Stop guessing. Prove it in production.

Comparing code, tools, or models in a sandbox might tell you whether something works, but it won’t tell you what works better. Only Inngest lets you safely experiment on production traffic, using data already collected at execution.

The problem

Your eval tool can’t see business outcomes

How do you know if your agent works? LLM as a judge? User ratings? If you want to know which variant actually performed better, you used to have to stitch together data from multiple systems, implement human reviews, and build a layer of instrumentation on top.

  • REACTIVE

    Today’s tools just tell you when your agent broke, not how it’s doing

  • OFFLINE

    Testing in a sandbox against synthetic traffic is a fraction of reality

  • EXPENSIVE

    Sampling your production runs because of cost means you lose valuable insights

A tighter feedback loop for agents

The data needed to make code durable is the same data needed to judge variant effectiveness—how long it takes to run, why it fails, how much it costs. Inngest captures all of this by default, without added instrumentation.

Before: the custom pipelines you build to capture, ship, and store data.
With Inngest: group.experiment and step.score capture the data by default.

Score outcomes,not output

Score agents based on user and product signals, not just based on what one LLM says about another.

  1. 01

    Score with step.score()

    Scoring functions is just as easy as making them durable.

  2. 02

    Track outcomes, not vibes

    Track and score agents based off of what happens in your product using events.

  3. 03

    Eval entire agent trajectories

    Compare variants across multi-step workflows safely, with memoization so retries never switch mid-run.

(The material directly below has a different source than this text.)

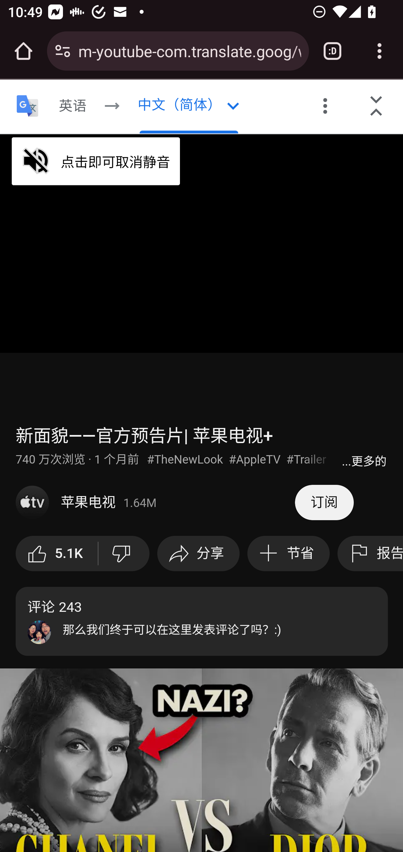 Image resolution: width=403 pixels, height=852 pixels. Describe the element at coordinates (236, 102) in the screenshot. I see `帐户` at that location.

Everything you need to safely test in production

Inngest makes your code durable and observable by default.

No added infrastructure or instrumentation.

  • Scoring

    One shot was never enough. We let you use real production outcomes to eval variants.

  • Live Experiments

    Test what works against live production traffic, or in a sandbox.

  • 100% not 1%

    Track outcomes across every run, without needing to sample.

  • Datasets

    Generate datasets of good and bad runs for evals and offline replay.

  • Sessions

    Group multiple agent loops or turns as a single conversation, thread, or however you choose.

Start scoring with Inngest

Outcome-based scoring, even days later

Wait to score based on a conversion event after the agent runs. No external pipeline, no trace ID threading.

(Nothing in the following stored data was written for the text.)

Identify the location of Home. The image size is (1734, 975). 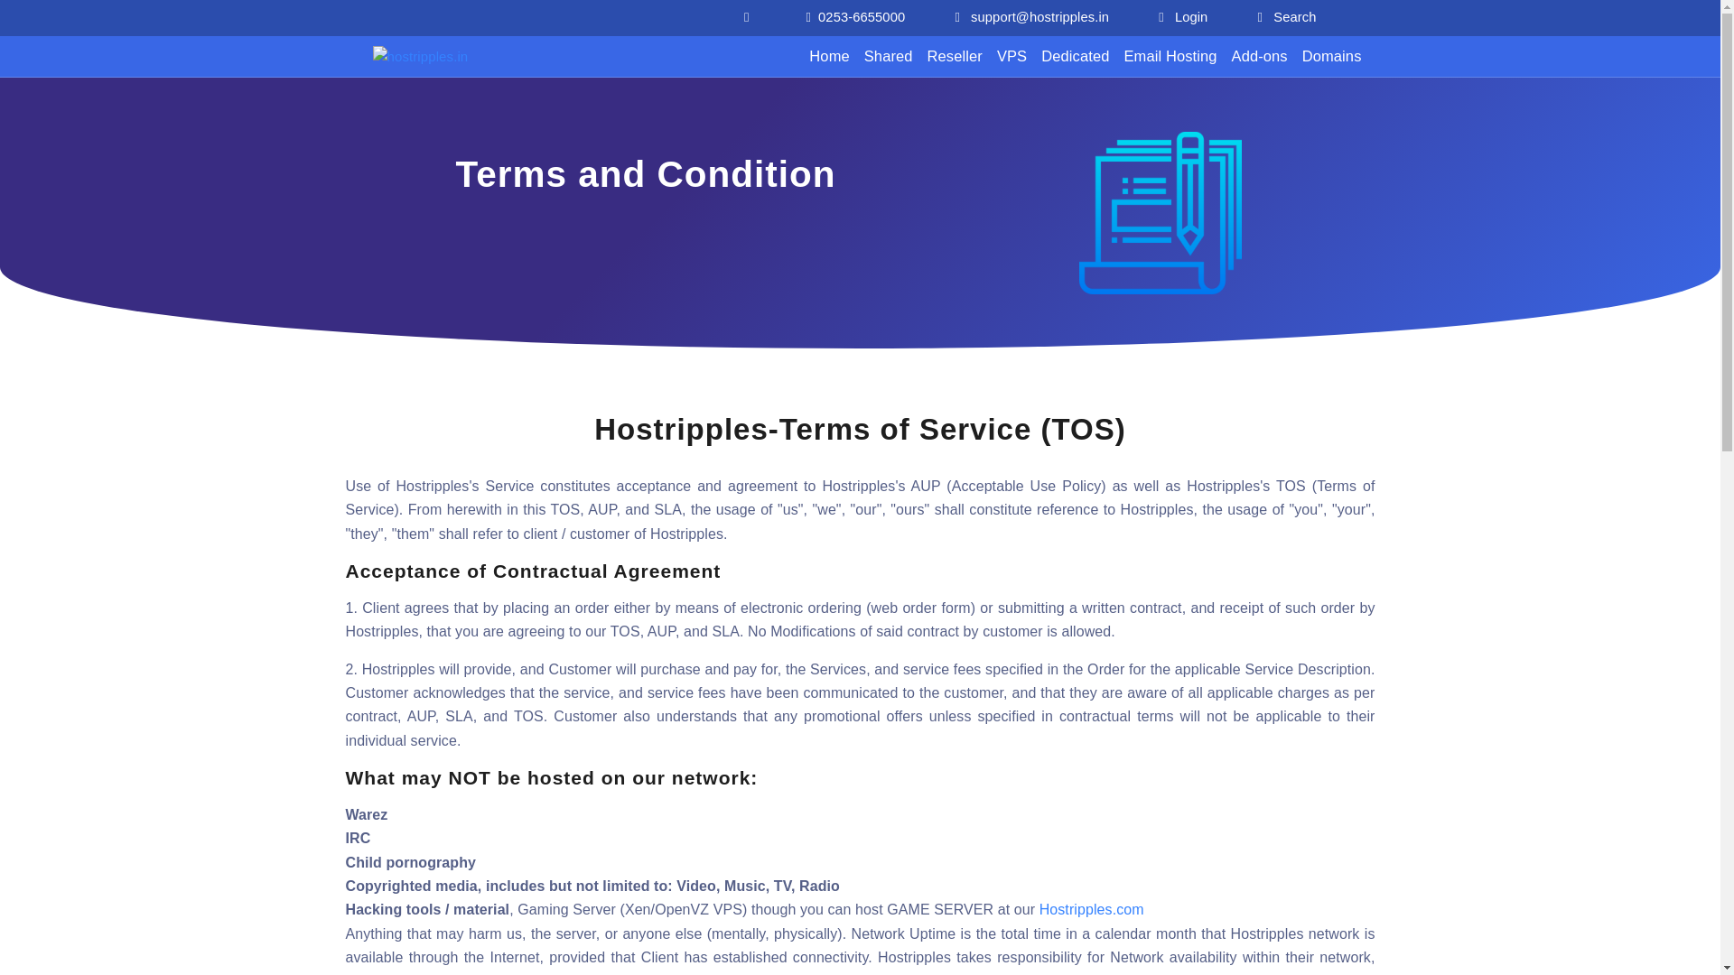
(829, 56).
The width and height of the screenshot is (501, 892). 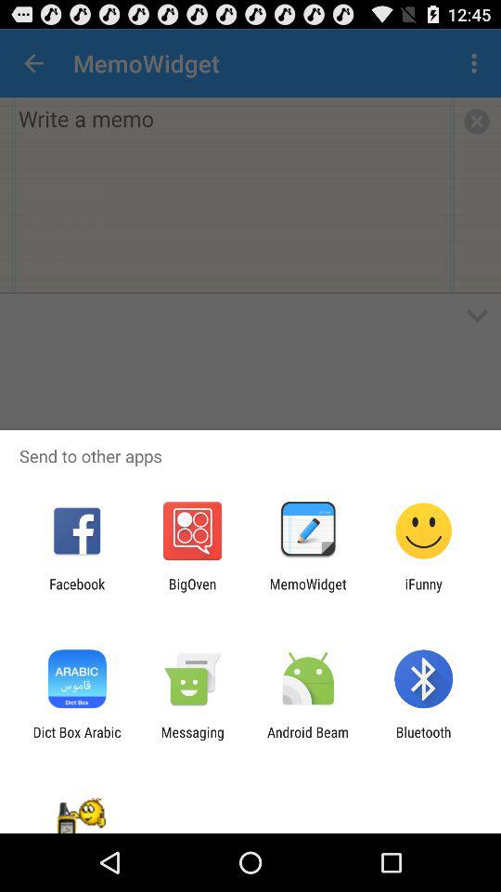 What do you see at coordinates (308, 592) in the screenshot?
I see `choose icon to the right of bigoven icon` at bounding box center [308, 592].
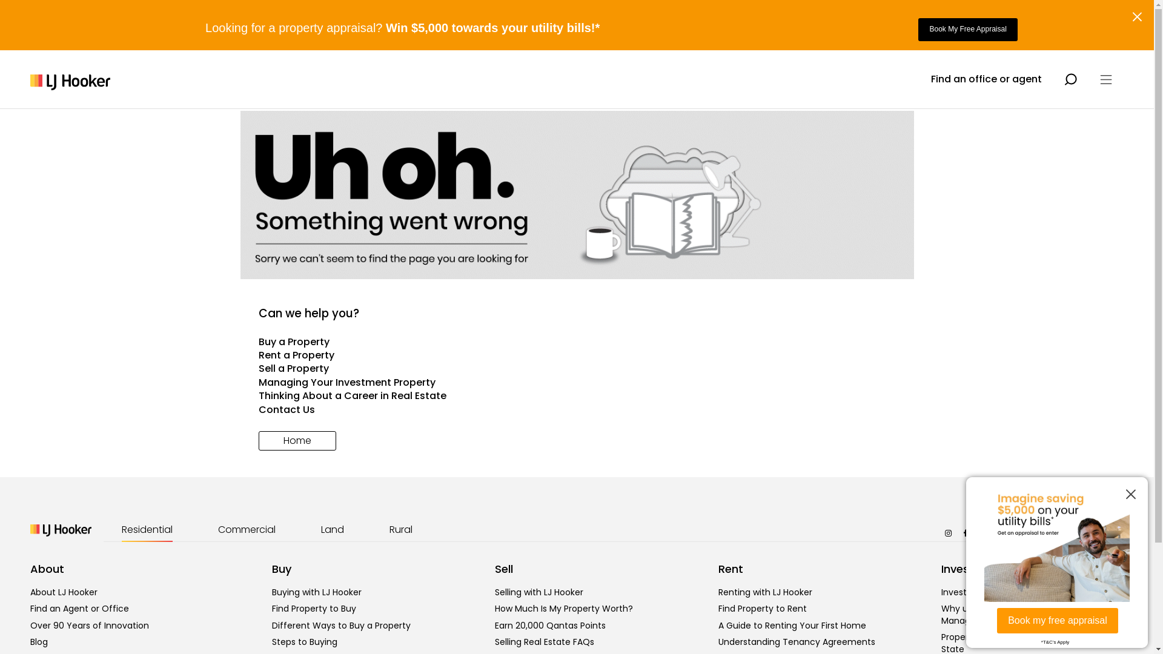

A/B test prompts and models in production

Route live traffic between two variants and compare quality scores, cost, and latency across real users.

LLM-as-a-judge

Add this pattern to any experiment.

Cost management

Learn how to instrument and measure costs across agents.

Model fallback

Design retry-based fallbacks to other model providers during an outage.

FAQ

  • By business and product outcomes, not just model output. Did the shopper buy what the agent recommended? Did the user complete checkout? Those are the outcomes that matter, and they happen downstream of the variant that produced them—so judging on output alone misses them entirely.

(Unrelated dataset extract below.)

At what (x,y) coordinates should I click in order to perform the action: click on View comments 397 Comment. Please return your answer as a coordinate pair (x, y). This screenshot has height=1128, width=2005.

  • Nope. LLM-as-a-judge is a technique that uses an LLM model to subjectively evaluate the results of another LLM (or agent) for certain criteria. LLM-as-a-judge can tell you the response read well—that the copy was fine, the user didn’t immediately bounce—but it can’t tell you whether the product outcome happened, because that outcome arrives later, as a separate event. Inngest provides flexible scoring APIs that let you evaluate against real-life user interactions, or implement your own custom LLM-as-a-judge if you want.

  • Online. You can run live A/B tests on real production traffic and compare variants on what users actually did, while it’s happening—not on a replayed sample after the fact.

  • Existing evals are mostly offline—curated test cases that only handle known-knowns. Inngest uses outcome-based signal to handle the unknowns—the wildcards—what really happens in prod. You’re not asking a model to judge itself; variants are measured against how your product actually behaved—events from real runs on real traffic—so the signal is the outcome, not an approximation of it.

  • No. Tools that score from outside the execution sample a fraction of traffic—often around 10%—because retaining and scoring everything is cost-prohibitive for them. For Inngest, the execution data is already retained to make your code durable, so there’s nothing extra to capture or pay for. You can measure every run, not a sample.

  • The layer where your code is executed—agents, events, or async work—is also the layer that handles data from across your application, including product outcomes. Inngest is that layer. We let you score variants the same way you make code durable—adding primitives to existing code. Eval tools sitting outside the execution plan can correlate outcomes back to a variant manually, but it’s slow, brittle, and because of that often completely neglected. Inngest has the data attributed to the variant by default.

  • Yes. The same mechanism compares any two implementations—a vendor migration, a rewritten step, a new API call—on timing, error rate, and cost. AI evals are one use case, not the whole product.

  • You can depending on your use case, but it’s not necessary. You can drive variant selection from a flag you already use, and keep scoring tools where they help. Inngest adds the execution-level comparison those tools can’t see on their own.